Here's how brazen Mr. Rumsfeld was when he invoked Hitler's appeasers to score his cheap points: Since Hitler was photographed warmly shaking Neville Chamberlain's hand at Munich in 1938, the only image that comes close to matching it in epochal obsequiousness is the December 1983 photograph of Mr. Rumsfeld himself in Baghdad, warmly shaking the hand of Saddam Hussein in full fascist regalia. Is the defense secretary so self-deluded that he thought no one would remember a picture so easily Googled on the Web? Or worse, is he just too shameless to care?"

* athenae:
"Oooh, Brian Williams gets e-mails saying people are sick of hearing about New Orleans. You know what? I have no doubt that's true. You know what else? Brian should tell them to go suck a dick. Because I have no doubt that people in New Orleans are sick of being homeless, living in trailers, not getting paid by their insurance companies, getting fucked over by FEMA and generally ignored or blamed by the loudest voices on TV talk shows, but they don't have the luxury of turning off the goddamn television. Brian should tell his noble e-mailers that he'll get off the story when the story's over, and that they'd better thank God that's his attitude because you can bet everything you have that when it happens to them, when Buttfuck, Nebraska gets hit by some natural disaster and the Bush administration does its heckuva job again, those same e-mailing assholes will be screaming for all the attention in the world to be paid to their plight. Once and for goddamn all, government didn't fail New Orleans after Katrina. Government failed AMERICA, and if Brian's e-mailers don't get that, he should deliver their puling messages straight to the junk folder and then go the fuck back to work.
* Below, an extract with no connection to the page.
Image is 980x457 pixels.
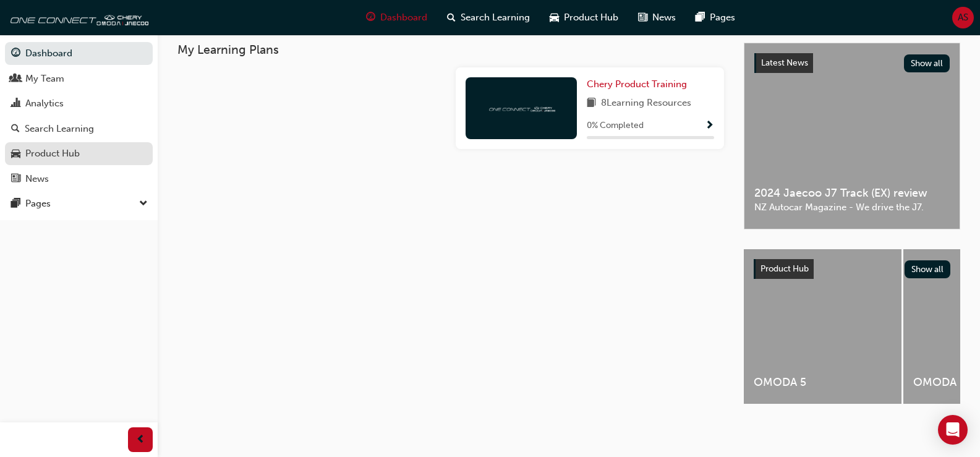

If they're sick of New Orleans being a story, well, there are in fact ways to fix that. I've thought for a long time that the reason people confuse coverage with occurrence is that hardly anybody in the news business stands up and says, "Look, if the thing didn't exist we couldn't take a picture of it so I'm sorry you're offended, but get offended at the thing, not the image of it." People's anger was aimed at the government during the immediate aftermath of Katrina because they were told, clearly, with no equivocation or fake "balance" that government was failing. You can't just sit back and expect people to know this stuff. You have to tell them. Otherwise they'll blame you for putting the pictures on their TV."


* glenn:
"In his New York Post column, Podhoretz says this (emphasis added): "barring a miraculous change of heart on the part of the Iranian regime, a military strike is all but inevitable. Bush himself will view his own presidency as a failure if he doesn't act. So act he will." For reasons I set forth the other day, I agree entirely with Podhoretz. I believe the President is now committed to military conflict with Iran and, for that reason, has now boxed himself in by all but publicly vowing to initiate it.
[]
There is only one reason why the administration and its Congressional loyalists would refuse to have Congress vote on an AUMF for Iran -- because they know Americans don't want a new war. If they thought they could make that case, they would follow the 2002 script which worked so well for them and engineer a vote before the midterm elections, thereby forcing Democrats to vote to authorize the war or be accused of being weak on national security (or, as with Iraq in 2002, both).
[]
Democrats need very unambiguously and aggressively to tell Americans that continuing to allow the President's party full and absolute control of our government will -- as the President has essentially vowed -- ensure that we start new wars in our short-term future. Make Americans aware of what is really at stake, offer them that clear contrast, and then make the case as to why allowing the administration to start new wars is both imprudent and dangerous. The White House doesn't want a referendum on a war against Iran for exactly the reason Democrats ought to make it one."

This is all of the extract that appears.